She spoke extensively of her mother as a strong-willed, dominant, judgmental woman whose good points outweighed the bad, but who felt that all literature “reeked of sin”.

"She had a point," said O'Brien. She read from her 2006 novel The Light of Eveningwhich features the relationship between mother and daughter.

When Ní Dhuibhne suggested the novel did not get the attention it deserved, O’Brien replied with a quotation from Lord Byron: “A man should calculate his powers of resistance before embarking on a literary life.”

O’Brien mused that women had made great progress, but suffered from a “Cinderella Syndrome” and could be cruel to each other.

Ní Dhuibhne cited a review in the Observerof The Light of Eveningwhich said O'Brien was "playing an old tired tune badly in one of Dublin's cheesier Irish pubs". O'Brien's response to this was: "One can never crumble under attack."

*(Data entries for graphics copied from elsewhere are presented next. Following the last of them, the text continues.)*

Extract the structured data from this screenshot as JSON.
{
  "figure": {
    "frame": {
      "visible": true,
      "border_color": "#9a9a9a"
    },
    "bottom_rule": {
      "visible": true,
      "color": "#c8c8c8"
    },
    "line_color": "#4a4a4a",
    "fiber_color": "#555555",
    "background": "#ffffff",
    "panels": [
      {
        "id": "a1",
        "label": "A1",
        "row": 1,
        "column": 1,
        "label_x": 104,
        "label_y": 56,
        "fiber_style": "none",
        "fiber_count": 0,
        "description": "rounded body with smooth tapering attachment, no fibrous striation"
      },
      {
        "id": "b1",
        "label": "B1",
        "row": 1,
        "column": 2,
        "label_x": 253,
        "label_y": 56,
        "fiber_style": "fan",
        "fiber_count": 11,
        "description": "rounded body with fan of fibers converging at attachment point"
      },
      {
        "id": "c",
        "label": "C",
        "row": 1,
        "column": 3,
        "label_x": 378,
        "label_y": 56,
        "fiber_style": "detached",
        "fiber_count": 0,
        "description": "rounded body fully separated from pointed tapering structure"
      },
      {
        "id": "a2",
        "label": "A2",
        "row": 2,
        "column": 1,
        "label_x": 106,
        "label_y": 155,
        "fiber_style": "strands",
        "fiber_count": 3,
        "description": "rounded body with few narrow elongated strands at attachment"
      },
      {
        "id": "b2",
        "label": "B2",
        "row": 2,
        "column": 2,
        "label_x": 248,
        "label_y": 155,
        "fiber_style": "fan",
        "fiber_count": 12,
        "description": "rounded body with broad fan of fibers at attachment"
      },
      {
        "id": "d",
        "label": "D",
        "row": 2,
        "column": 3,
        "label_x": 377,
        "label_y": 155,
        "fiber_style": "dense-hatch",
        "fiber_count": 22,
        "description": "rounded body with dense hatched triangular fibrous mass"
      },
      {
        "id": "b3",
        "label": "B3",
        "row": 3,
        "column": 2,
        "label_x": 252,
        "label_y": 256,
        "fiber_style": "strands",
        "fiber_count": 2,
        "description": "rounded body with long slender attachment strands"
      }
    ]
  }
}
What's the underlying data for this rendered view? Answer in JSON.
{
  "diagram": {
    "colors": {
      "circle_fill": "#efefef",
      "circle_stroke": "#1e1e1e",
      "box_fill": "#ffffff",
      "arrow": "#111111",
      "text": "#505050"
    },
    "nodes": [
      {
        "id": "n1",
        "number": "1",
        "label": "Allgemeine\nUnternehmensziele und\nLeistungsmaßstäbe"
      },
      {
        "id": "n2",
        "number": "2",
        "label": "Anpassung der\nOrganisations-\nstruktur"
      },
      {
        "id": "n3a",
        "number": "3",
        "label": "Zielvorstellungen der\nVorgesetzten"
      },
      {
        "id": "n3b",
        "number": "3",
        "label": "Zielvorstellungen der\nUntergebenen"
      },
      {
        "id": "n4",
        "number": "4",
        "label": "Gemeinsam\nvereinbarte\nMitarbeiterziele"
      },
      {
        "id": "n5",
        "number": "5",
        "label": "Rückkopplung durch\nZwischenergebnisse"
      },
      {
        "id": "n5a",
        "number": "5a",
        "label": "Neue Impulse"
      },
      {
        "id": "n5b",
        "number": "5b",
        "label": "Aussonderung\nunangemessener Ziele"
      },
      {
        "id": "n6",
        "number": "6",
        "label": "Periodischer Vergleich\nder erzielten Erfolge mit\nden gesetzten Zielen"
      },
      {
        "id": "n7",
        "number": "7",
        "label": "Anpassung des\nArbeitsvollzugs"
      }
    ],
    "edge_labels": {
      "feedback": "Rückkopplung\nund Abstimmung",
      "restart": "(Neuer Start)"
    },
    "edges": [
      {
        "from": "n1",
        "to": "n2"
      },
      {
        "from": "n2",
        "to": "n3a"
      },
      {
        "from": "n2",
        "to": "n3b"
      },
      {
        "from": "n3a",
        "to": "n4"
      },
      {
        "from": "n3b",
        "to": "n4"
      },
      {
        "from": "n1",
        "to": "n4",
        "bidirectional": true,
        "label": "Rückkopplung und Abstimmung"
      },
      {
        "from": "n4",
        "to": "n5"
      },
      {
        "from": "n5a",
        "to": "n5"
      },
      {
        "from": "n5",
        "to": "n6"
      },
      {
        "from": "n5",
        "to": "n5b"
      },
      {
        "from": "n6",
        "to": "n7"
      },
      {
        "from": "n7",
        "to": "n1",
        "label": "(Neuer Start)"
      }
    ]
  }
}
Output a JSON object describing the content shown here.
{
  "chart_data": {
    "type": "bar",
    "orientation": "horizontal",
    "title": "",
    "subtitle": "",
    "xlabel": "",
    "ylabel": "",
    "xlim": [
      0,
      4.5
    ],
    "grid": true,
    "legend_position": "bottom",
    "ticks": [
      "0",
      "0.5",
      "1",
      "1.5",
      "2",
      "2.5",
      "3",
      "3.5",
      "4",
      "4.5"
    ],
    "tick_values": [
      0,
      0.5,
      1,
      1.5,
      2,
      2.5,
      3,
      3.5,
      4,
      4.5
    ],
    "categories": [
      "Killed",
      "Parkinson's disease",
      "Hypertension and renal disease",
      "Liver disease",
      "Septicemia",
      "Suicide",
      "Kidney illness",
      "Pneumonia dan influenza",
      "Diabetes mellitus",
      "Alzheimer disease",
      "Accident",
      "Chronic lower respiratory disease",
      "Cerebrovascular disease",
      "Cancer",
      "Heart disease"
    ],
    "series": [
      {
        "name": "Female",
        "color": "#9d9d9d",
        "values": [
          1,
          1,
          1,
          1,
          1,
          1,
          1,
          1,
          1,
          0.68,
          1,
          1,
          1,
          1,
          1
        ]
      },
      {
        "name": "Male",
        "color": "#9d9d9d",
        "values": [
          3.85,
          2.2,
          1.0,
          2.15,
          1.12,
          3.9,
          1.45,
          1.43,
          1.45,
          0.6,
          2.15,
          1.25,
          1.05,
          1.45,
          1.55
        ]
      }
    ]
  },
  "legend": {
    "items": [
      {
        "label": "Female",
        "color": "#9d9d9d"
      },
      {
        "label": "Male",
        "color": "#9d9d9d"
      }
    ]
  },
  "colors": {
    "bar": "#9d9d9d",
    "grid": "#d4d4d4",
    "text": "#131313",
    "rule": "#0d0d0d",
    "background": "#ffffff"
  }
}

She cited Charlotte Bronte's classic novel Jane Eyre, James Joyce's Portrait of the Artist, Ernest Hemingway's A Farewell to Arms, the Russian poet Osip Mandelstam and the great Russian dramatist Anton Chekhov as her greatest influences.

She finished with a poem she has written called Watching Obama, about having observed the new President of the United States since he first appeared at the Democratic National Convention in 2004.

O’Brien’s conversation, which was sponsored by The Irish Times, was the last event in the festival which saw more than 5,000 people pass through City Hall over the weekend.

On Saturday the bid to make Dublin the Unesco City of Literature was formally announced.

UCD academic Eibhlín Evans, who is writing the final draft of the application, said there was a “conviction” that Dublin should be a City of Literature given the weight of tradition it has, but that it was “not a foregone conclusion”.

She said such a designation would “seal Dublin’s identity” as a city of literature.

At a discussion on the future of Irish publication, Michael O’Brien, who runs one of Ireland’s biggest publishing houses, the O’Brien Press, said there was a need for a national book policy in co-operation with writers and publishers, but also with the Government.

He said it was an imperative for the Arts Council, which gives a third of its revenues to theatre, to increase the level of money it gives to publishing, currently at 9 per cent of its budget.

Brandon/Mount Eagle publisher Steve MacDonagh said there was a need for a strategy for the industry which would involve both Enterprise Ireland and the IDA.

In a discussion on the future of Irish poetry, poet Theo Dorgan said many Irish writers such as Paula Meehan, Seamus Heaney, Evan Boland, Roddy Doyle and John Montague had forecast how the obsession with material wealth would eventually lead to the present economic situation.

He said Irish writers had shown a “grand refusal” to go down the “cul de sac into which we were blithely marching where money and values driven by money were the key determinants in our national identity . . . The humane values of the imagination and the humane memory of who we had been had been neglected.

“The truth is that it is the literary presses as much as the writers who have done more than their fair share of keeping a vision of a humane, humanistic, visionary Ireland alive among us.”

He called on the public to resist any attempts to cut the funding to the Arts Council as our “core cultural identity is the most important thing of all”.